The first significant achievements arrived only in the 1990s and 2000s, but today AI has become an essential tool in various sectors.
Using AI
AI rapidly evolves and offers numerous advantages, such as safer and cleaner transportation, more efficient manufacturing, more affordable and sustainable energy, and improved decision-making. It generally refers to systems that utilize text mining, computer vision, speech recognition, natural language generation, machine learning, or deep learning.
These technologies can be applied to gather or utilize data to predict, recommend, or decide the optimal actions to achieve specific objectives. AI systems can be software-based or embedded in devices. In 2023, 8% of enterprises in the European Union employed AI.
As AI capabilities grow exponentially, significant concerns arise regarding privacy, bias, inequality, safety, and security. Examining how AI risks affect users is essential to ensuring the responsible and sustainable deployment of these technologies.

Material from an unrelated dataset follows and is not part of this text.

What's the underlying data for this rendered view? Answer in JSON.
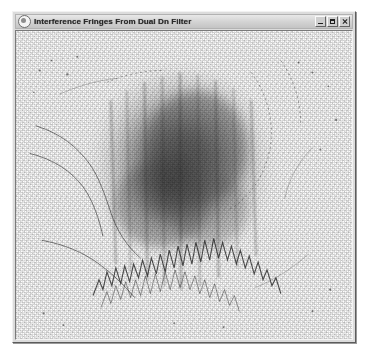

ISO/IEC 42001 AI management systems
ISO/IEC 42001 helps businesses and society to safely and efficiently use the maximum value from AI. Users can benefit in numerous ways:
- Improved quality, security, traceability, transparency and reliability of AI applications,
- Enhanced efficiency and AI risk assessments,
- Greater confidence in AI systems,
- Reduced costs of AI development,
- Better regulatory compliance through specific controls, audit schemes and guidance that are consistent with emerging laws and regulations.
All of these factors contribute to the ethical and responsible use of AI. With the rapid adoption of AI worldwide, ISO/IEC 42001 is expected to become a crucial element of an organization’s success, following in the footsteps of other management systems standards like ISO 9001 for quality, ISO 14001 for the environment, and ISO/IEC 27001 for IT security.
The structure of the standard
The standard covers understanding the organisation and its context, leadership commitments, and planning actions to address risks and opportunities. It also includes support through resources and competence, operational planning, AI risk assessment, performance evaluation through monitoring and audits, and continual improvement with corrective actions.
Annex A – Reference control objectives and controls,
Annex B – Implementation guidance for AI controls,
Annex C – Potential AI-related organizational objectives and risk sources,
Annex D – Use of the AI management system across domains or sectors and Integration with other management system standards.